Charlie Cole – Tank Man Photographer

The Tank Man by Charlie Cole
Last post on this topic – I swear. I’ve been getting a few questions about it though, so I’d like to address them. What happened to the Tank Man? Who took the picture? The short answer is: nobody knows what happened to him or where he is now, whether he is even alive or not, and the man who took the picture is a guy named Charlie Cole. Below is an account of his tale of the picture from The New York Times:
Charlie Cole:
As the sun rose on the morning of the fourth, the automatic weapons fire that had punctuated the night tapered off. Vehicles were smoldering along the main avenues.
Information from around the city was difficult to come by, as movement was pretty much shut down by the PLA (People’s Liberation Army), who had thousands of troops stationed throughout the city and checkpoints at all the main intersections. Stuart Franklin and I had been shooting much of this time together. We had photographed a number of wounded at the hospitals and tried to get as close to citizen-and-army encounters as possible without being detected or arrested.
On the morning of the fifth, we were back on the vantage point of the Beijing Hotel balcony, trying to get a look into what was happening within the square itself. We had not been on the balcony very long when a line of at least 20 Armored Personnel Carriers left the square coming down Changan Avenue. At this point, they opened up on the crowd. I couldn’t tell if they were firing above the crowd or into them, but needless to say, it cleared the streets of the thousand or so persons there. The APC’s continued on down the avenue, followed not long after by the line of tanks.

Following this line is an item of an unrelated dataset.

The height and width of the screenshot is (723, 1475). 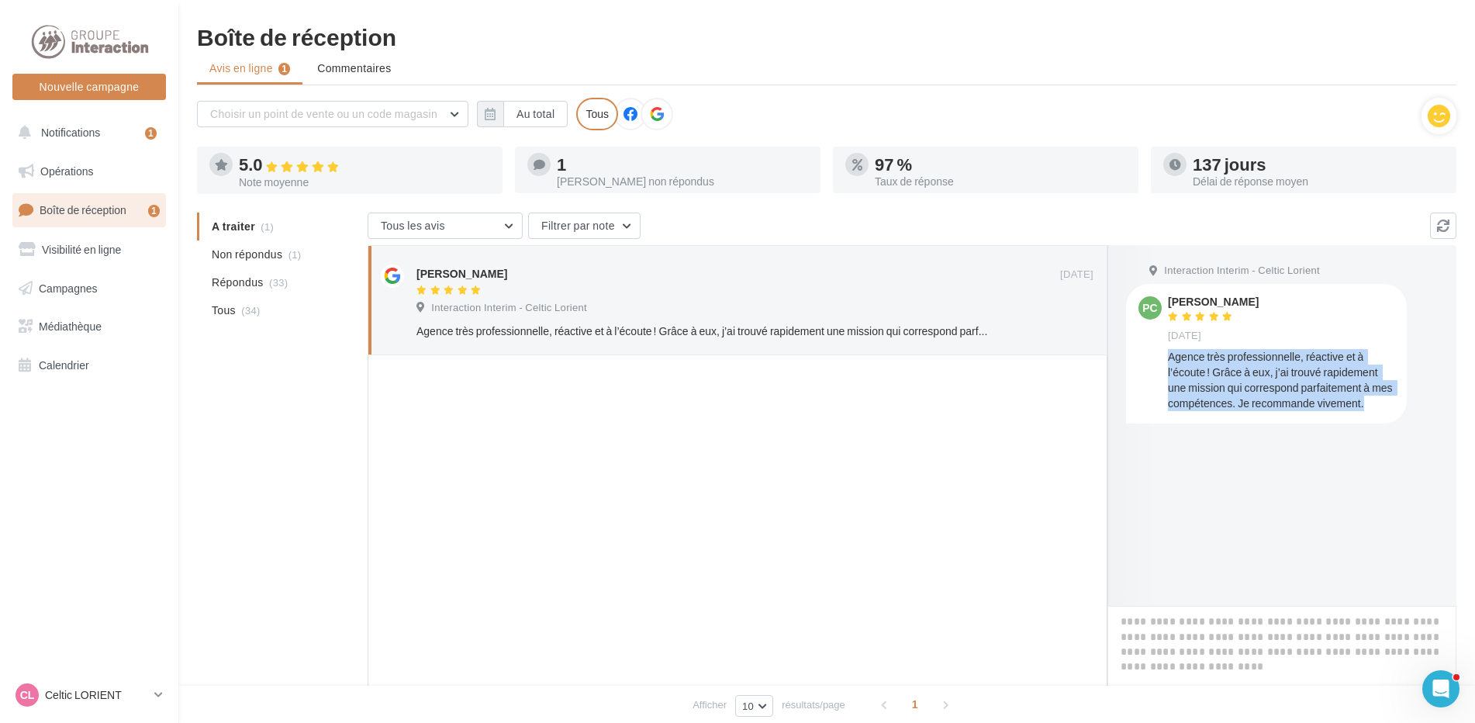 What do you see at coordinates (251, 310) in the screenshot?
I see `span: (34)` at bounding box center [251, 310].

As the tanks neared the Beijing Hotel, the lone young man walked toward the middle of the avenue waving his jacket and shopping bag to stop the tanks. I kept shooting in anticipation of what I felt was his certain doom. But to my amazement, the lead tank stopped, then tried to move around him. But the young man cut it off again. Finally, the PSB (Public Security Bureau) grabbed him and ran away with him. Stuart and I looked at each other somewhat in disbelief at what we had just seen and photographed.
I think his action captured peoples’ hearts everywhere, and when the moment came, his character defined the moment, rather than the moment defining him. He made the image. I was just one of the photographers. And I felt honored to be there.

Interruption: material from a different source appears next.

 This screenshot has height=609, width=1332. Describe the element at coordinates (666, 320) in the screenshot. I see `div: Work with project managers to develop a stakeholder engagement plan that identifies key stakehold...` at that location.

After taking the picture of the showdown, I became concerned about the PSB’s surveillance of our activities on the balcony. I was down to three rolls of film, with two cameras. One roll held the tank encounter, while the other had other good pictures of crowd and PLA confrontations and of wounded civilians at a hospital.
I replaced the final unexposed roll into the one of the cameras, replacing the tank roll, and reluctantly left the other roll of the wounded in the other camera. I felt that if the PSB searched the room or caught me, they would look even harder if there was no film in the cameras.

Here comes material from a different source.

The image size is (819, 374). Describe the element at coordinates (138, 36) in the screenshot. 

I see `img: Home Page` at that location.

I then placed the tank roll in a plastic film can and wrapped it in a plastic bag and attached it to the flush chain in the tank of the toilet. I hid my cameras as best I could in the room. Within an hour, the PSB forced their way in and started searching the room. After about five minutes, they discovered the cameras and ripped the film out of each, seemingly satisfied that they had neutralized the coverage. They then forced me to sign a confession that I had been photographing during martial law and confiscated my passport.
Sometime later, I was able to return to the room and retrieve the film, which I took over to the A.P. office and developed. Afterwards, David Berkwitz, who had been sent to Beijing as the Newsweek photo tech-photographer, transmitted the picture to Newsweek in time for our deadline.
In my opinion, it is regretful that this image alone has become the iconic “mother” of the Tiananmen tragedy. This tends to overshadow all the other tremendous work that other photographers did up to and during the crackdown. Some journalists were killed during this coverage and almost all risked being shot at one time or another. Jacques Langevin, Peter and David Turnley, Peter Charlesworth, Robin Moyer, David Berkwitz, Rei Ohara, Alon Reininger, Ken Jarecke and a host of others contributed to the fuller historical record of what occurred during this tragedy and we should not be lured into a simplistic, one-shot view of this amazingly complex event.